Music Review: Greycoats - Setting Fire To The Great Unknown

The first thought to my head as I picked up the CD is that this band must really love Joss Whedon's Firefly series. But then I realized the fan club of that show called themselves browncoats, and all was better.

Nothing against Firefly or its huge fan base, but I didn't want to hear possible allusions to the show in the music nor read about how obsessed they are about the show in the bio. Call me jaded or call me tired of hearing how God-like Whedon is.

Ugh. I need to move on.

Greycoats is an indie band from Minneapolis, Minnesota whose music surprises with its depth and consistency. Released in 2008, Setting Fire To The Great Unknown is Greycoats' first full-length album.

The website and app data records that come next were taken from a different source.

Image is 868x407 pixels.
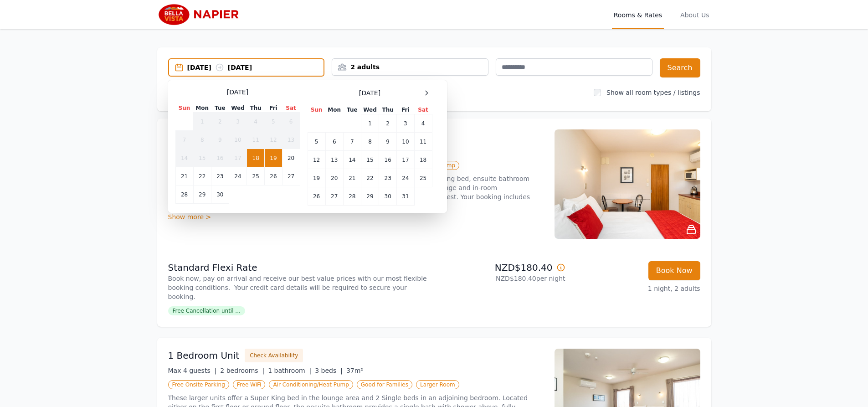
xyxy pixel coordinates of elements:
[168,306,245,315] span: Free Cancellation until ...
[168,367,217,374] span: Max 4 guests |
[361,188,378,205] td: 29
[233,380,265,389] span: Free WiFi
[211,131,229,149] td: 9
[438,261,565,274] p: NZD$180.40
[193,149,211,167] td: 15
[176,186,193,204] td: 28
[282,131,300,149] td: 13
[361,151,378,169] td: 15
[269,380,352,389] span: Air Conditioning/Heat Pump
[325,169,343,188] td: 20
[361,106,378,114] th: Wed
[361,114,378,133] td: 1
[414,106,432,114] th: Sat
[282,167,300,186] td: 27
[168,380,229,389] span: Free Onsite Parking
[397,151,414,169] td: 17
[379,188,397,205] td: 30
[414,114,432,133] td: 4
[606,89,699,96] label: Show all room types / listings
[307,151,325,169] td: 12
[168,212,543,221] div: Show more >
[343,133,361,151] td: 7
[414,151,432,169] td: 18
[379,106,397,114] th: Thu
[357,380,412,389] span: Good for Families
[359,88,380,98] span: [DATE]
[346,367,363,374] span: 37m²
[265,131,282,149] td: 12
[211,112,229,131] td: 2
[229,112,247,131] td: 3
[397,106,414,114] th: Fri
[193,112,211,131] td: 1
[211,149,229,167] td: 16
[307,106,325,114] th: Sun
[397,188,414,205] td: 31
[157,4,245,25] img: Bella Vista Napier
[414,133,432,151] td: 11
[211,167,229,186] td: 23
[247,149,265,167] td: 18
[211,104,229,112] th: Tue
[343,106,361,114] th: Tue
[265,149,282,167] td: 19
[187,63,324,72] div: [DATE] [DATE]
[307,188,325,205] td: 26
[379,151,397,169] td: 16
[282,104,300,112] th: Sat
[414,169,432,188] td: 25
[397,114,414,133] td: 3
[438,274,565,283] p: NZD$180.40 per night
[168,349,239,362] h3: 1 Bedroom Unit
[220,367,264,374] span: 2 bedrooms |
[343,188,361,205] td: 28
[307,133,325,151] td: 5
[265,112,282,131] td: 5
[325,188,343,205] td: 27
[211,186,229,204] td: 30
[361,133,378,151] td: 8
[397,133,414,151] td: 10
[379,169,397,188] td: 23
[193,167,211,186] td: 22
[648,261,700,280] button: Book Now
[245,348,303,362] button: Check Availability
[168,274,430,301] p: Book now, pay on arrival and receive our best value prices with our most flexible booking conditi...
[247,112,265,131] td: 4
[193,186,211,204] td: 29
[307,169,325,188] td: 19
[379,114,397,133] td: 2
[325,151,343,169] td: 13
[282,112,300,131] td: 6
[659,59,700,77] button: Search
[572,284,700,293] p: 1 night, 2 adults
[229,167,247,186] td: 24
[229,131,247,149] td: 10
[416,380,459,389] span: Larger Room
[332,63,488,72] div: 2 adults
[176,167,193,186] td: 21
[325,106,343,114] th: Mon
[176,149,193,167] td: 14
[397,169,414,188] td: 24
[247,131,265,149] td: 11
[193,104,211,112] th: Mon
[227,88,248,96] span: [DATE]
[229,149,247,167] td: 17
[379,133,397,151] td: 9
[247,167,265,186] td: 25
[343,151,361,169] td: 14
[176,131,193,149] td: 7
[325,133,343,151] td: 6
[361,169,378,188] td: 22
[282,149,300,167] td: 20
[268,367,311,374] span: 1 bathroom |
[168,261,430,274] p: Standard Flexi Rate
[193,131,211,149] td: 8
[343,169,361,188] td: 21
[315,367,342,374] span: 3 beds |
[265,104,282,112] th: Fri
[176,104,193,112] th: Sun
[265,167,282,186] td: 26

The Minnesota quartet (Jon Reine - guitar, vocals; Titus Decker - keyboards, vocals; Mike Smith - drums; and Matt Patrick - bass) describes their music as melodramatic. The album's moodiness and overall melancholy aren't products of classic Douglas Sirk films from the 1950s, but rather a more abstract from of transcendentalism (recall Henry David Thoreau) in a cinematic context. Or if that doesn't tickle your fancy, think of a more consistently mellow Mute Math or a more ballad-filled Keane.

Greycoats"Learning To Remain" opens with a wavy melody, following the realistic pattern of being sad to fine to optimistic about life and what's really left: "With the photographic memory it's getting harder to forget / With the photographic memory it's getting hard to really live." The following "Revenge" might be another path to choose to ensure self-preservation.

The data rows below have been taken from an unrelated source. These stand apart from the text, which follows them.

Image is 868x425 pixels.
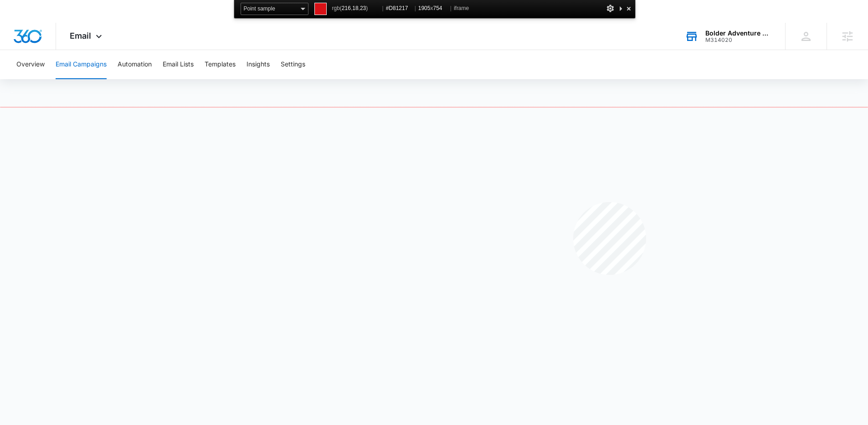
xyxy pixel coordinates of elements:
[281,50,306,79] button: Settings
[17,50,45,79] button: Overview
[433,5,442,11] span: 754
[353,5,358,11] span: 18
[56,22,118,50] div: Email
[418,3,448,14] span: x
[204,50,236,79] button: Templates
[415,5,416,11] span: |
[617,3,625,14] div: Collapse This Panel
[342,5,351,11] span: 216
[69,31,91,40] span: Email
[56,50,107,79] button: Email Campaigns
[451,5,452,11] span: |
[163,50,194,79] button: Email Lists
[247,50,270,79] button: Insights
[625,3,634,14] div: Close and Stop Picking
[606,3,615,14] div: Options
[418,5,431,11] span: 1905
[386,3,412,14] span: #D81217
[118,50,152,79] button: Automation
[705,37,772,43] div: account id
[332,3,380,14] span: rgb( , , )
[454,3,469,14] span: iframe
[382,5,384,11] span: |
[360,5,366,11] span: 23
[705,30,772,37] div: account name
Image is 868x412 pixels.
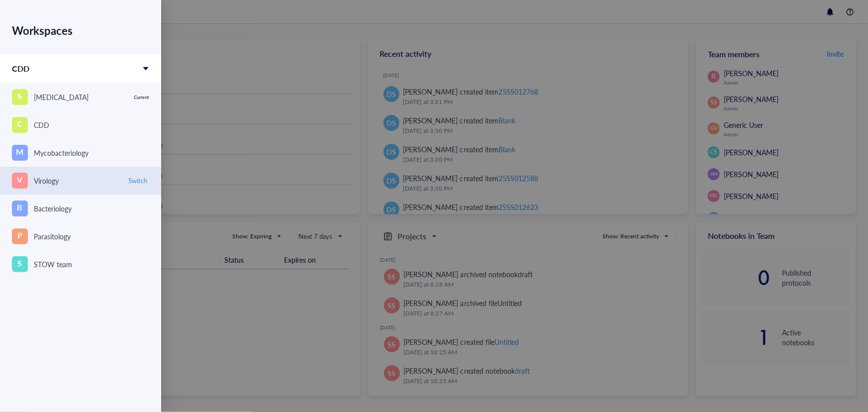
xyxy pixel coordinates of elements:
[34,203,72,214] div: Bacteriology
[18,90,22,102] span: S
[128,176,147,185] span: Switch
[17,145,24,157] span: M
[34,259,72,269] div: STOW team
[17,117,23,130] span: C
[17,201,23,213] span: B
[134,94,149,100] div: Current
[34,120,49,130] div: CDD
[126,175,149,187] button: Switch
[34,175,59,186] div: Virology
[34,91,88,102] div: [MEDICAL_DATA]
[17,173,23,186] span: V
[34,147,88,158] div: Mycobacteriology
[34,231,71,242] div: Parasitology
[12,63,29,74] span: CDD
[18,257,22,269] span: S
[17,229,22,241] span: P
[12,17,149,44] div: Workspaces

Reine's vocals fit the band's melodies perfectly, finding the right balance of emoting and wailing without making sounding tragic or commiserative. "Goodbye, Sweet Youth, Goodbye" and "An Echo In The Dark" fit the mold best, and "Watchman, What Is Left Of The Night?" is simply splendid.

For the most part Setting Fire To The Great Unknown is unfailing in its ability to transform subtlety into lush harmonies. "That Great And Terrible Day" is an anomalous track at the album's midpoint that annoyingly disrupts its fluidity. Other than that, Greycoats might seem to have a compelling argument for a new indie subgenre — melodrama.